The data set consists of a single, residential house and was simplified to reduce the file size by filtering the measurements to those taken at the start of each hour. The resulting dataset contained 1/6 of the rows of the original. An exploratory analysis of the data set was previously conducted here.

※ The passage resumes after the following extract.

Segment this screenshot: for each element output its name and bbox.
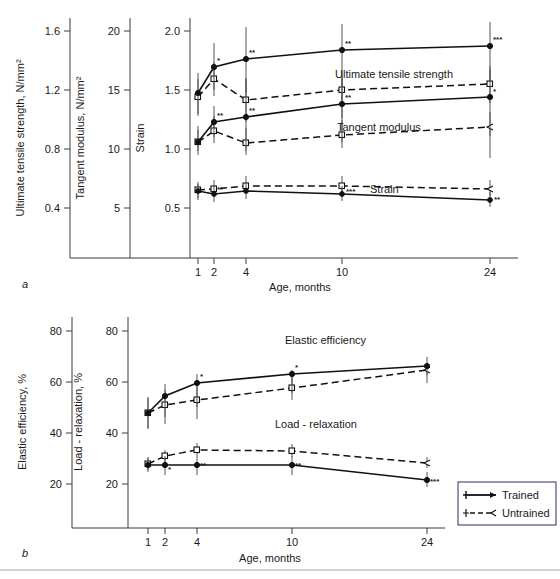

The 2017 paper used four statistical models which “were trained with repeated cross-validation and evaluated on a testing set: (a) multiple linear regression, (b) support vector machine with radial kernel, (c) random forest and (d) gradient boosting machines (GBM). The best model (GBM) was able to explain 97% of the variance (R2) in the training set and with 57% in the testing set when using all the predictors.
Data and model
Plot
Split
# Split Data 90/10
set.seed(1)
# note the "initial_time_split" from "resamples" package
df_splits <- initial_time_split(df, prop = 0.9)
df_train <- training(df_splits)
df_test <- testing(df_splits)
Build Models
# Model 1: auto_arima ----
model_fit_arima_no_boost <- arima_reg() %>%
set_engine(engine = "auto_arima") %>%
fit(appliances ~ date_time + t1, data = df_train)
# Model 2: arima_boost ----
model_fit_arima_boosted <- arima_boost(
min_n = 2,
learn_rate = 0.015
) %>%
set_engine(engine = "auto_arima_xgboost") %>%
fit(appliances ~ date_time + as.numeric(date_time) + factor(hour(date_time), ordered = F),
data = df_train)
# Model 3: ets ----
model_fit_ets <- exp_smoothing() %>%
set_engine(engine = "ets") %>%
fit(appliances ~ ., data = df_train)
# Model 4: prophet ----
model_fit_prophet <- prophet_reg() %>%
set_engine(engine = "prophet") %>%
fit(appliances ~ date_time, data = training(df_splits))
# Model 5: lm ----
model_fit_lm <- linear_reg() %>%
set_engine("lm") %>%
fit(appliances ~ date_time,
data = training(df_splits))
# Add fitted models to model table
models_tbl <- modeltime_table(
model_fit_arima_no_boost,
model_fit_arima_boosted,
model_fit_ets,
model_fit_prophet,
model_fit_lm
)
# calibrate
calibration_tbl <- models_tbl %>%
modeltime_calibrate(new_data = testing(df_splits))
Visualize
Accuracy
Accuracy Table | ||||||||
.model_id | .model_desc | .type | mae | mape | mase | smape | rmse | rsq |
---|---|---|---|---|---|---|---|---|
1 | REGRESSION WITH ARIMA(2,0,1)(2,0,0)[24] ERRORS | Test | 51.90 | 64.83 | 1.11 | 48.86 | 74.25 | 0.09 |
2 | ARIMA(2,0,0)(2,0,0)[24] WITH NON-ZERO MEAN W/ XGBOOST ERRORS | Test | 46.32 | 53.67 | 0.99 | 43.68 | 72.73 | 0.11 |
3 | ETS(M,AD,M) | Test | 44.09 | 42.61 | 0.94 | 45.80 | 74.90 | 0.12 |
4 | PROPHET | Test | 39.95 | 40.75 | 0.85 | 36.45 | 67.24 | 0.21 |
5 | LM | Test | 45.92 | 50.35 | 0.98 | 43.07 | 75.41 | 0.01 |
Refit
Acknowledgements
This blog post was made possible thanks to:
References
Disclaimer
The views, analysis and conclusions presented within this paper represent the author’s alone and not of any other person, organization or government entity. While I have made every reasonable effort to ensure that the information in this article was correct, it will nonetheless contain errors, inaccuracies and inconsistencies. It is a working paper subject to revision without notice as additional information becomes available. Any liability is disclaimed as to any party for any loss, damage, or disruption caused by errors or omissions, whether such errors or omissions result from negligence, accident, or any other cause. The author(s) received no financial support for the research, authorship, and/or publication of this article.